Monday, December 27, 2010

It is impossible for man to see other than the contents of his own consciousness, for nothing has existence for us save through the consciousness we

In the creation of a new way of life, we must begin at the beginning, with our own individual regeneration. The formation of organizations, political bodies, religious bodies, social bodies is not enough. The trouble we see goes deeper than we perceive. The essential revolution must happen within
ourselves. Everything depends on our attitude towards ourselves - that which we will not affirm within ourselves can never develop in our world. This is the religion by which we live, for religion begins in subjective experience, like charity, it begins at home. "Be ye transformed by the renewing of your mind" is the ancient formula and there is no other. Everything depends upon man's attitude toward himself.

That which he cannot or will not claim as true of himself can never evolve in his world. Man is constantly looking about his world and asking, "What's to be done? What will happen?" when he should ask himself "Who am I? What is my concept of myself?" If we wish to see the world a finer, greater place, we must affirm the reality of a finer, greater being within ourselves. It is the ultimate purpose of my teaching to point the road to this consummation. I am trying to show you how the inner man must readjust himself - what must be the new premise of his life, in order that he may lose his soul on the level he now knows and find it again on the high level he seeks.

It is impossible for man to see other than the contents of his own consciousness, for nothing has existence for us save through the consciousness we have of it. The ideal man is always seeking a new
incarnation but unless we, ourselves, offer him human parentage, he is incapable of birth. We are the means whereby the redemption of nature from the law of cruelty is to be affected. The great purpose of consciousness is to affect this redemption. If we decline the burden and point to natural law as giving us conclusive proof that redemption of the world by imaginative love is something that can never come about, we simply nullify the purpose of our lives through want of faith. We reject the means, the only means, whereby this process of redemption must be affected.

The only test of religion worth making is whether it is trueborn – whether it springs from the deepest conviction of the individual, whether it is the fruit of inner experience. No religion is worthy of a man unless it gives him a deep and abiding sense that all is well, quite irrespective of what happens to him personally. The methods of mental and of spiritual knowledge are entirely different, for we know a thing mentally by looking at it from the outside, by comparing it with other things by analyzing and defining it.
Whitehead has defined religion as that which a man does with his solitude. I should like to add, I believe it is what a man is in his solitude. In our solitude we are driven to subjective experience.

It is, then, that we should imagine ourselves to be the ideal man we desire to see embodied in the world. If, in our solitude, we experience in our imagination what we would experience in reality had we achieved our goal, we will in time, become transformed into the image of our ideal. "Be renewed in
the spirit of your mind - put on the new man - speak every man truth with his neighbor."

The process of making a "Fact of being a fact of consciousness" is by the "renewing of our mind." We are told to change our thinking. But we can't change our thought unless we change our ideas. Our thoughts are the natural outpouring of our ideas, and our innermost ideas are the man himself. The end of longing is always to be - not to do.

Be still and know "I am that which I desire." Strive always after being. External reforms are useless if your heart is not reformed. Heaven is entered not by curbing our passions; but rather, by cultivating our virtues. An old idea is not fickly forgotten, it is crowded out by new ideas. It disappears when a wholly new and absorbing idea occupies our attention. Old habits of thinking and feeling - like dead oak leaves - hang on till they are pushed off by new ones. Creativeness is basically a deeper receptiveness, a keener susceptibility.

The future dream must become a present fact in the mind of anyone who would alter his life. Every great out-picturing is preceded by a period of profound absorption. When that absorption is filled with our highest ideal, - when we become that ideal - then we see it manifest in our world and we realize that the present does not recede into the past, but advances into the future. This is essentially how we change our future.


▶ _TRY IT_:
Wherever a line of the records contains "bottom", copy that line.

[Extracts from a graphics dataset]
== Segment start ==

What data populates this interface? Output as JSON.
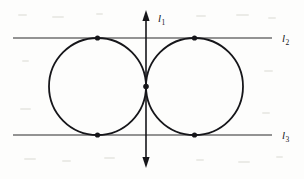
{
  "figure": {
    "width": 304,
    "height": 179,
    "background_color": "#fdfdfc",
    "ink_color": "#16161a",
    "line_color": "#2b2b2b"
  },
  "labels": {
    "l1": {
      "base": "l",
      "sub": "1",
      "x": 158,
      "y": 22
    },
    "l2": {
      "base": "l",
      "sub": "2",
      "x": 282,
      "y": 42
    },
    "l3": {
      "base": "l",
      "sub": "3",
      "x": 282,
      "y": 139
    }
  },
  "lines": [
    {
      "name": "l2",
      "kind": "horizontal",
      "x1": 13,
      "y1": 38,
      "x2": 272,
      "y2": 38,
      "stroke_width": 1.1,
      "arrow_start": false,
      "arrow_end": false
    },
    {
      "name": "l3",
      "kind": "horizontal",
      "x1": 13,
      "y1": 135,
      "x2": 272,
      "y2": 135,
      "stroke_width": 1.1,
      "arrow_start": false,
      "arrow_end": false
    },
    {
      "name": "l1",
      "kind": "vertical",
      "x1": 146,
      "y1": 10,
      "x2": 146,
      "y2": 168,
      "stroke_width": 1.6,
      "arrow_start": true,
      "arrow_end": true
    }
  ],
  "circles": [
    {
      "name": "left-circle",
      "cx": 97.5,
      "cy": 86.5,
      "r": 48.5,
      "stroke_width": 1.8
    },
    {
      "name": "right-circle",
      "cx": 194.5,
      "cy": 86.5,
      "r": 48.5,
      "stroke_width": 1.8
    }
  ],
  "points": [
    {
      "name": "tangent-point-left-top",
      "cx": 97.5,
      "cy": 38,
      "r": 2.6
    },
    {
      "name": "tangent-point-right-top",
      "cx": 194.5,
      "cy": 38,
      "r": 2.6
    },
    {
      "name": "tangent-point-left-bottom",
      "cx": 97.5,
      "cy": 135,
      "r": 2.6
    },
    {
      "name": "tangent-point-right-bottom",
      "cx": 194.5,
      "cy": 135,
      "r": 2.6
    },
    {
      "name": "tangent-point-circles",
      "cx": 146,
      "cy": 86.5,
      "r": 2.8
    }
  ],
  "specks": [
    {
      "x": 18,
      "y": 14,
      "w": 9,
      "h": 2
    },
    {
      "x": 52,
      "y": 16,
      "w": 12,
      "h": 2
    },
    {
      "x": 96,
      "y": 13,
      "w": 7,
      "h": 2
    },
    {
      "x": 196,
      "y": 15,
      "w": 10,
      "h": 2
    },
    {
      "x": 236,
      "y": 14,
      "w": 13,
      "h": 2
    },
    {
      "x": 268,
      "y": 17,
      "w": 8,
      "h": 2
    },
    {
      "x": 22,
      "y": 60,
      "w": 7,
      "h": 2
    },
    {
      "x": 264,
      "y": 70,
      "w": 9,
      "h": 2
    },
    {
      "x": 20,
      "y": 108,
      "w": 11,
      "h": 2
    },
    {
      "x": 262,
      "y": 112,
      "w": 8,
      "h": 2
    },
    {
      "x": 24,
      "y": 158,
      "w": 12,
      "h": 2
    },
    {
      "x": 62,
      "y": 160,
      "w": 9,
      "h": 2
    },
    {
      "x": 104,
      "y": 157,
      "w": 11,
      "h": 2
    },
    {
      "x": 196,
      "y": 159,
      "w": 8,
      "h": 2
    },
    {
      "x": 238,
      "y": 161,
      "w": 12,
      "h": 2
    },
    {
      "x": 276,
      "y": 156,
      "w": 7,
      "h": 2
    }
  ]
}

== Segment end ==

▶ _RESULT BELOW_:
      "name": "tangent-point-left-bottom",
      "name": "tangent-point-right-bottom",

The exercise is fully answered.